Alas, it contained only sea-water!

So poor M'Leod perished miserably of thirst and delirium.

This is a strange story, reader, but I have every reason to believe it is a true one. It quite entranced little Matty, and when Creggan had finished she sighed, looked wistfully into his face with her bonnie blue eyes, and said:

"Do tell us some more!"

CHAPTER VI.
IN SEARCH OF ADVENTURE.

Willie Nugent was as far from being what we call a "snob" as anyone could well wish. Looks are nothing, so long as one is pleasant and affable, so long as the ready smile—not the artificial one—beginning at the lips spreads upwards over the face like morning sunrise, and so long as heart and soul speak through a pair of kindly sympathetic eyes.

Well, Willie Nugent was not extremely good-looking. For my own part I do not like to see what we called "pretty boys", because they are usually goody-goody, namby-pamby, and affected, sometimes even effeminate. But Willie was manly in appearance, and so kind-hearted that I am certain he would not have trampled on a beetle crossing his path.

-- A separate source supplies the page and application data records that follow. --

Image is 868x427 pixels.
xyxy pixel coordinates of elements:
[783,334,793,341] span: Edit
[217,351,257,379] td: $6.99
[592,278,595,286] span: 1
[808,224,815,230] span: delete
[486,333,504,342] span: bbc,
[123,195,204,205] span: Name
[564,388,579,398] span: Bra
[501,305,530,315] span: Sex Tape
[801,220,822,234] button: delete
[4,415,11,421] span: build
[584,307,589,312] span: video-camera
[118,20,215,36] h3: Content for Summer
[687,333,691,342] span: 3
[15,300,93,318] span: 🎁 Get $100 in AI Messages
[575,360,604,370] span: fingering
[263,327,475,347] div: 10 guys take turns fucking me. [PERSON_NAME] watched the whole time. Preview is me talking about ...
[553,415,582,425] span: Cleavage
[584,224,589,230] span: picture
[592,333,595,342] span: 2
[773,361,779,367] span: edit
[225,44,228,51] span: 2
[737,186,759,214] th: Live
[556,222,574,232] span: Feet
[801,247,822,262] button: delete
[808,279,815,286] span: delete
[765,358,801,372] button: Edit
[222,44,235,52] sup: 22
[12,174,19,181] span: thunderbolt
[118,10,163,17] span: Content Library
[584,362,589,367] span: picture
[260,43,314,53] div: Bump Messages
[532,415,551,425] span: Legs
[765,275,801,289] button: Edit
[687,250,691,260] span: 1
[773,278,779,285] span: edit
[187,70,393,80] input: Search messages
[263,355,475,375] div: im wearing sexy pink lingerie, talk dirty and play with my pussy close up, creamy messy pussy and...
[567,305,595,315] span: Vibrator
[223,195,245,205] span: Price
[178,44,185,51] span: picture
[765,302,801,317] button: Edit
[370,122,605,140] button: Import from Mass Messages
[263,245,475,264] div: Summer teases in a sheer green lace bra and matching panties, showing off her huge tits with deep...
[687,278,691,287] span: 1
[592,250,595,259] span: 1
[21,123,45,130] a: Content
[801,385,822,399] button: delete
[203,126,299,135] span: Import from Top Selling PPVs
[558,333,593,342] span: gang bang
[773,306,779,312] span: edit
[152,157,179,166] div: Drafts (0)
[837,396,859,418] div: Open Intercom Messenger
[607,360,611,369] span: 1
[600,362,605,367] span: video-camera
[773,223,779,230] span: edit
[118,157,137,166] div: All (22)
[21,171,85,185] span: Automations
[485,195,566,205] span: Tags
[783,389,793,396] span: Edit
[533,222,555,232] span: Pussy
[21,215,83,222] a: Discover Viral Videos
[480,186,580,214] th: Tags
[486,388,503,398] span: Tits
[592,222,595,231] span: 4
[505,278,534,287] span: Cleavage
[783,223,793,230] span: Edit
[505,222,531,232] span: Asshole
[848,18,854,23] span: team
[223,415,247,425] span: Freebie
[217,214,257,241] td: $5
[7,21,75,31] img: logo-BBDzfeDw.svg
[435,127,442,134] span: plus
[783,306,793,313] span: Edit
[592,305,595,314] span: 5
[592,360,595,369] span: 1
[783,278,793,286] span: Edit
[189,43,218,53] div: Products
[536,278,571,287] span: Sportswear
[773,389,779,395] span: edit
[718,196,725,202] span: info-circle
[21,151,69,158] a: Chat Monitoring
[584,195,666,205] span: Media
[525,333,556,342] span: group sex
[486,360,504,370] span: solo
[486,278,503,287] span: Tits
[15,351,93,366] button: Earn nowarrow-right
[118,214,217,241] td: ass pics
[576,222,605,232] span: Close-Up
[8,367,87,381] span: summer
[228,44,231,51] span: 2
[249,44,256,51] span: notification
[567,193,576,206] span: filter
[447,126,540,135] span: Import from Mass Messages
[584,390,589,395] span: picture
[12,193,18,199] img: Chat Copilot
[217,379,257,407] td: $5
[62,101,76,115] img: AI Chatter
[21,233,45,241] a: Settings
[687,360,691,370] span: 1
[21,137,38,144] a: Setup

Creggan Ogg[[1]] M'Vayne was at best, for the present at all events, only a peasant boy, and had not Willie been a bold, frank Colonial young gentleman he might have treated Creggan with some approach to hauteur. In his face at times, had he been a snob, there might have been a look that said plainly enough, "Not too near, please".

[[1]] Ogg is really a Gaelic word, and the "o" is pronounced long: thus "Oag". It signifies "young".